The two nominees won seats on the San Francisco-based 9th U.S. Circuit Court of Appeals, which covers a wide swath of Western states from Arizona to Alaska, despite sharp opposition from their home-state senators.

The 9th Circuit handles cases of high interest to the Trump administration, such as immigration and detention and famously rejected Trump’s proposed travel ban on Muslim-majority countries. The Supreme Court later upheld the ban.

President Donald Trump has called the 9th Circuit quote a “big thorn in our side” and “a complete and total disaster.”

Lawrence VanDyke, a deputy assistant attorney general from Nevada, and Patrick Bumatay, a federal prosecutor from California, were approved in separate votes this week.

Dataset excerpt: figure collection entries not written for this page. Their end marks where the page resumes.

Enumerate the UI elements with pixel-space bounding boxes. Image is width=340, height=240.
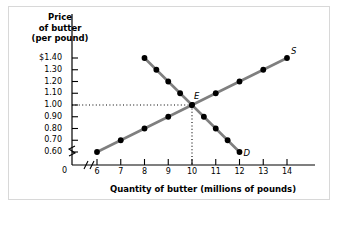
y-tick-label: $1.40 (22, 53, 62, 62)
x-tick-label: 12 (233, 167, 247, 176)
data-point-d (177, 90, 183, 96)
data-point-s (165, 114, 171, 120)
data-point-d (153, 67, 159, 73)
data-point-d (213, 126, 219, 132)
x-tick-label: 9 (161, 167, 175, 176)
x-tick-label: 6 (90, 167, 104, 176)
data-point-d (189, 102, 195, 108)
demand-curve-label: D (244, 148, 251, 158)
data-point-d (165, 79, 171, 85)
y-tick-label: 1.10 (22, 88, 62, 97)
data-point-s (213, 90, 219, 96)
data-point-d (225, 137, 231, 143)
x-tick-label: 7 (114, 167, 128, 176)
data-point-s (118, 137, 124, 143)
data-point-s (142, 126, 148, 132)
x-tick-label: 8 (138, 167, 152, 176)
x-tick-label: 10 (185, 167, 199, 176)
y-tick-label: 0.60 (22, 147, 62, 156)
data-point-d (201, 114, 207, 120)
data-point-d (142, 55, 148, 61)
x-tick-label: 11 (209, 167, 223, 176)
y-tick-label: 1.20 (22, 77, 62, 86)
y-tick-label: 0.70 (22, 135, 62, 144)
data-point-s (94, 149, 100, 155)
y-tick-label: 1.30 (22, 65, 62, 74)
equilibrium-label: E (194, 91, 199, 101)
data-point-d (237, 149, 243, 155)
y-tick-label: 0.80 (22, 124, 62, 133)
x-tick-label: 13 (256, 167, 270, 176)
data-point-s (260, 67, 266, 73)
supply-curve-label: S (291, 46, 296, 56)
data-point-s (284, 55, 290, 61)
y-tick-label: 0.90 (22, 112, 62, 121)
y-axis-break-icon (69, 146, 75, 156)
y-tick-label: 1.00 (22, 100, 62, 109)
x-tick-label: 14 (280, 167, 294, 176)
data-point-s (237, 79, 243, 85)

Nevada Democratic senators Jacky Rosen and Catherine Cortez Masto, along with Sen. Dianne Feinstein, D-Calif., opposed both nominees. Sen. Kamala Harris, D-Calif., voted against VanDyke but was absent for the vote on Bumatay. She has spoken out against his nomination. In separate speeches on the Senate floor, Rosen and Cortez Masto said that despite serving four years as Nevada’s solicitor general, VanDyke’s qualifications are inadequate and his ties to Nevada minimal. VanDyke, 47, served as solicitor general in Montana and assistant solicitor general in Texas before moving to Nevada in 2015. Feinstein criticized both newly confirmed judges, saying both men had troubling records. Bumatay acknowledged working on the Trump administration’s policy of separating families at the U.S.-Mexico border, Feinstein said, while VanDyke has taken “extreme positions” on a range of issues.

Trump’s nomination of VanDyke “sets a dangerous precedent for the Senate and would allow future administrations to nominate virtual outsiders to communities across the country over senators’ objections,? Cortez Masto said. She and Rosen called VanDyke an extreme partisan and said he has a record of using cases to advance an ideological agenda.

Liberal groups have criticized VanDyke as a zealot who opposes gun regulations and poses a threat to women and the LGBT community. Democrats and other critics cited a letter from the American Bar Association rating VanDyke “not qualified” and calling him “arrogant, lazy, an ideologue and lacking in knowledge of the day-to-day practice including procedural rules.?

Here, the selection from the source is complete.